Stop chasing BookTok trends and hot genres. Learn why trend-following fails writers, understand publishing’s real timeline, and discover smarter strategies for choosing marketable book ideas.
The Seductive Logic That Will Waste Years of Your Life
You’re scrolling social media when you notice a pattern: dark academia is everywhere. BookTok can’t stop talking about it. Publishers are acquiring it. Agents are tweeting they want it.
Your brain makes a seemingly logical calculation:
“Dark academia is hot → I should write dark academia → My book will be more likely to sell”
So you abandon your contemporary romance halfway through and pivot to writing brooding students at mysterious universities. You invest a year crafting your dark academia manuscript. You query agents for six months. An agent signs you and spends three months on submission. A publisher acquires your book for publication eighteen months later.
Total timeline: Three years from when you first noticed the trend.
Meanwhile: Dark academia peaked two years ago. The market is now saturated. Readers are exhausted by the glut of similar books. Publishers are actively avoiding “more dark academia.”
Your perfectly crafted trend book arrives at exactly the wrong moment—when the trend is dead.

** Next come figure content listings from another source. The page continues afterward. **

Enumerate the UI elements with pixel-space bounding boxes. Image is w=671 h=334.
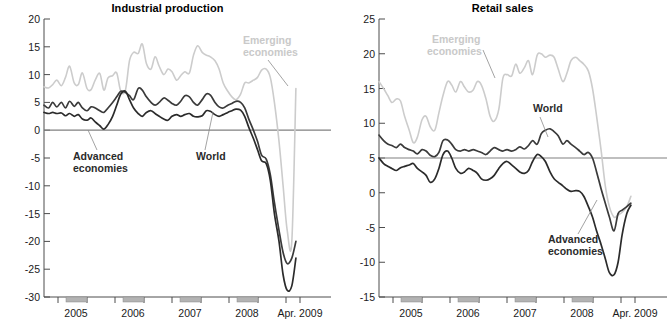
series-line-world [379, 129, 631, 231]
chart-industrial-production: 20 15 10 5 0 -5 -10 -15 -20 -25 -30 [0, 0, 335, 334]
leader-line-advanced [88, 130, 97, 150]
y-tick-label: 15 [363, 83, 375, 95]
y-tick-label: 0 [34, 124, 40, 136]
annotation-advanced-line2: economies [548, 245, 603, 257]
x-tick-label-2007: 2007 [513, 307, 537, 319]
annotation-emerging-line1: Emerging [243, 34, 291, 46]
y-tick-label: 10 [28, 69, 40, 81]
annotation-advanced-economies: Advanced economies [548, 200, 603, 257]
leader-line-world [205, 112, 213, 150]
y-tick-label: -25 [25, 263, 40, 275]
x-tick-label-2005: 2005 [64, 307, 88, 319]
chart-retail-sales: 25 20 15 10 5 0 -5 -10 -15 [335, 0, 671, 334]
x-tick-label-2008: 2008 [235, 307, 259, 319]
annotation-advanced-line1: Advanced [73, 150, 123, 162]
series-line-advanced-economies [44, 91, 296, 291]
x-tick-label-apr-2009: Apr. 2009 [278, 307, 323, 319]
y-tick-label: -20 [25, 235, 40, 247]
x-axis-group: 2005 2006 2007 2008 Apr. 2009 [379, 297, 667, 319]
y-tick-label: -10 [25, 180, 40, 192]
x-axis-group: 2005 2006 2007 2008 Apr. 2009 [44, 297, 331, 319]
annotation-advanced-line2: economies [73, 162, 128, 174]
annotation-world-label: World [533, 102, 563, 114]
y-tick-label: 5 [369, 152, 375, 164]
year-bar-2007 [515, 297, 536, 302]
year-bar-2007 [180, 297, 201, 302]
y-tick-label: 0 [369, 187, 375, 199]
y-axis-group: 20 15 10 5 0 -5 -10 -15 -20 -25 -30 [25, 13, 50, 303]
x-tick-label-2005: 2005 [399, 307, 423, 319]
year-bar-2005 [401, 297, 422, 302]
y-tick-marks [44, 19, 50, 297]
y-tick-label: -30 [25, 291, 40, 303]
leader-line-emerging [483, 50, 495, 78]
annotation-world-label: World [196, 150, 226, 162]
year-bar-2006 [458, 297, 479, 302]
y-tick-label: 20 [28, 13, 40, 25]
annotation-emerging-line2: economies [243, 46, 298, 58]
y-tick-label: 25 [363, 13, 375, 25]
x-tick-label-2006: 2006 [456, 307, 480, 319]
y-tick-label: 5 [34, 96, 40, 108]
y-tick-label: -5 [366, 222, 375, 234]
y-tick-label: -15 [360, 291, 375, 303]
series-line-emerging-economies [379, 53, 631, 217]
year-bar-2006 [123, 297, 144, 302]
x-tick-label-2008: 2008 [570, 307, 594, 319]
y-tick-label: -5 [31, 152, 40, 164]
annotation-advanced-economies: Advanced economies [73, 130, 128, 174]
y-tick-label: 20 [363, 48, 375, 60]
annotation-advanced-line1: Advanced [548, 233, 598, 245]
annotation-emerging-line2: economies [427, 45, 482, 57]
annotation-emerging-economies: Emerging economies [427, 33, 495, 78]
annotation-world: World [196, 112, 226, 162]
panel-retail-sales: Retail sales 25 20 15 10 [335, 0, 670, 334]
year-bar-2008 [237, 297, 258, 302]
series-line-world [44, 88, 296, 264]
annotation-emerging-line1: Emerging [432, 33, 480, 45]
x-tick-label-2007: 2007 [178, 307, 202, 319]
panel-industrial-production: Industrial production 20 [0, 0, 335, 334]
x-tick-label-apr-2009: Apr. 2009 [613, 307, 658, 319]
figure-container: Industrial production 20 [0, 0, 671, 334]
year-bar-2008 [572, 297, 593, 302]
y-tick-label: 15 [28, 41, 40, 53]
y-tick-label: 10 [363, 117, 375, 129]
x-tick-marks [58, 297, 300, 303]
y-tick-label: -15 [25, 208, 40, 220]
y-tick-label: -10 [360, 256, 375, 268]
x-tick-marks [393, 297, 635, 303]
series-line-emerging-economies [44, 44, 296, 251]
year-bar-2005 [66, 297, 87, 302]
annotation-world: World [533, 102, 563, 137]
x-tick-label-2006: 2006 [121, 307, 145, 319]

This isn’t hypothetical. This exact scenario plays out constantly in publishing, leaving writers frustrated, burned out, and holding manuscripts for trends that have already passed.
The Publishing Timeline That Makes Trend-Chasing Futile
Understanding why trend-chasing fails requires understanding publishing’s glacial pace.

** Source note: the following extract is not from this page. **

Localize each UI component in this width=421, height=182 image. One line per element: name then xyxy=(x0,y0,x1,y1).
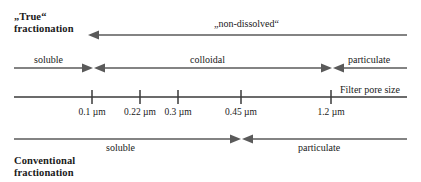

The Traditional Publishing Timeline
From idea to bookstore:
- Writing the manuscript: 6-18 months (depending on length, complexity, your schedule)
- Revision before querying: 1-3 months (often multiple rounds)
- Querying agents: 3-12 months (until you find representation or give up)
- Agent revision: 1-3 months (preparing manuscript for submission)
- Submission to publishers: 2-6 months (until acceptance or final rejections)
- Contract negotiation: 1-3 months
- Editorial revision: 3-6 months (often multiple rounds)
- Production process: 12-18 months (copyediting, design, printing, distribution)
Conservative total: 30-36 months (2.5-3 years)
Realistic total for many authors: 48-60 months (4-5 years)
The Trend Lifecycle
Meanwhile, here’s how trends typically evolve:
Phase 1: Emergence (6-12 months)
- Breakout book creates new interest
- Industry begins noticing pattern
- Early adopters start writing similar books
Phase 2: Peak (12-18 months)
- Agents actively seeking the trend
- Publishers acquiring aggressively
- Writers’ conferences buzzing about it
- ← This is when most writers notice and start writing
Phase 3: Saturation (12-24 months)
- Market floods with similar books
- Reader fatigue begins
- Publishers slow acquisitions
- Agents become more selective
Phase 4: Decline (12+ months)
- Readers actively avoid trend
- Publishers reject “more of the same”
- Trend becomes industry punchline
- ← This is when your trend-chasing book finally publishes
The mathematical problem: By the time you notice a trend at its peak and complete the publishing cycle, you’re entering the market during decline or after it’s completely over.
Real-World Examples of Trend-Chasing Disasters
The Vampire Romance Tsunami (Post-Twilight)
2005: Twilight publishes, becomes phenomenon 2006-2008: Agents desperate for vampire romance, authors pivot to writing it 2008-2010: Market floods with vampire books (both good and mediocre) 2010-2012: Severe reader fatigue, publishers stop acquiring vampire romance 2012-2014: Late-to-market vampire books publish to exhausted audiences
Result: Hundreds of solid vampire romance manuscripts became virtually unpublishable, not due to quality issues but because the market became oversaturated.
Exception: Authors who were already writing vampire romance before Twilight (and had different angles) succeeded. Trend-chasers mostly didn’t.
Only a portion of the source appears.